There are serious questions about each of these issues: Soni Sori’s father was shot in his leg by the naxalites: why would anyone say that Soni would support the naxalites, he asked, when the committee met him. Why was no FIR filed and investigation done either, when Soni Sori complained of torture, or when the Kolkata hospital found evidence of the torture, including sexual torture? Why was Ankit Garg given the Gallantry Award, when there were serious charges that had been made against him which had not yet been investigated. The DGP (Home Guards) reportedly said, in explanation: “The Police Medal for Gallantry is for a specific instance… it is not like the award for Meritorious Service … Ankit Garg led one of the teams in the Mahasamund [encounter].”
Narayanpatna
Narayanpatna block, Koraput district in Odisha has been the site of a powerful movement on issues of bonded labour, a dominant liquor mafia and land grabbing by non-tribals. Nachika Linga, the leader of the tribal collective Chausi Mulia Adivasi Sangh (CMAS) was liberated from bonded labour after five generations of his family had suffered under its yoke. The CMAS was also at the forefront of resistance to mining operations for bauxite in the Mali Parbat and Deomali areas. Despite the non-violent nature of their activities, government and police forces have branded them as Maoists and launched brutal operations against them with this justification.
In the last few years, Narayanpatna has become a heavily militarized zone, with three BSF camps in the block and several allegations against central security forces for brutal attacks and repression of dissent. On 20thNovember, 2009, when hundreds of CMAS activists protested the acts of the security forces outside the Narayanpatna police station, police opened fire killed two leading figures of the movement, and arrested and jailed several others. We were told that many had died in prison due to lack of proper medical facilities. Widows of this incident had approached the Odisha High Court for justice where the court directed payment of compensation.

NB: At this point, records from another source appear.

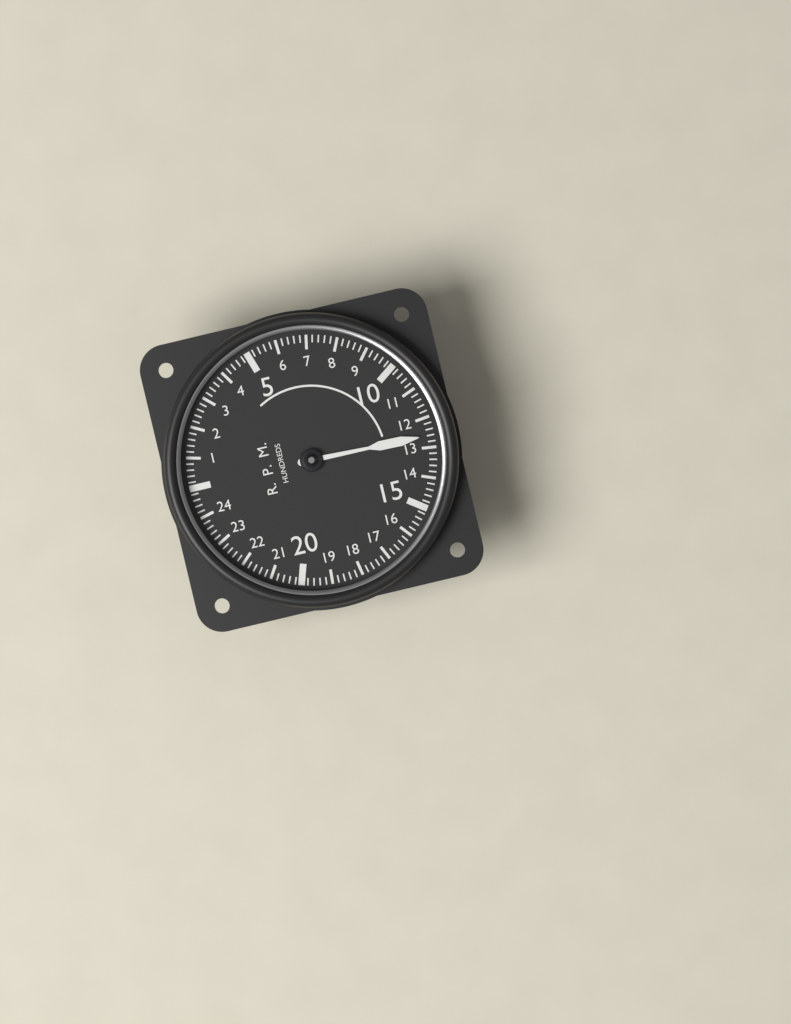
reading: 12.6 RPM x100
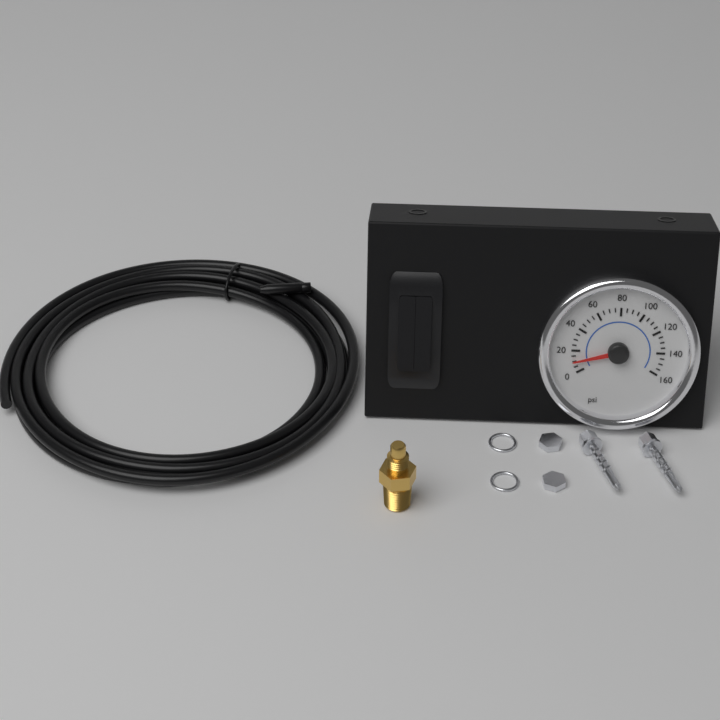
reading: 10 psi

According to a press statement in 2010, the number of persons taken into judicial custody from Narayanapatna block in Koraput district touched 104, including tribal children. There are around 15 children below the age of 14 confined in Koraput District Jail. The children do not know the language (Odia) which the jail authorities speak and are unaware about why they are in jail.
In a press statement, several Panchayat functionaries of the block alleged that the State government was not allowing them to function and was unleashing a “reign of terror” in the area. Narayanpatna seems caught in the crossfire between state agencies and Maoist groups. On the one hand, many in the CMAS movements have been labeled as Maoists and persecuted on that basis. Simultaneously, there have been several attacks by Maoists on leaders of movements in the area as well as those accused of being “informants” to the State. In 2010, there was an IED blast that killed four civilian lives and another on 11th January 2011 that injured three government officials. Militarization has also made it difficult for outsiders, including journalists and others, to go to the area. This has led to the isolation of Narayanpatna and left its residents neglected and beleaguered after years of conflict.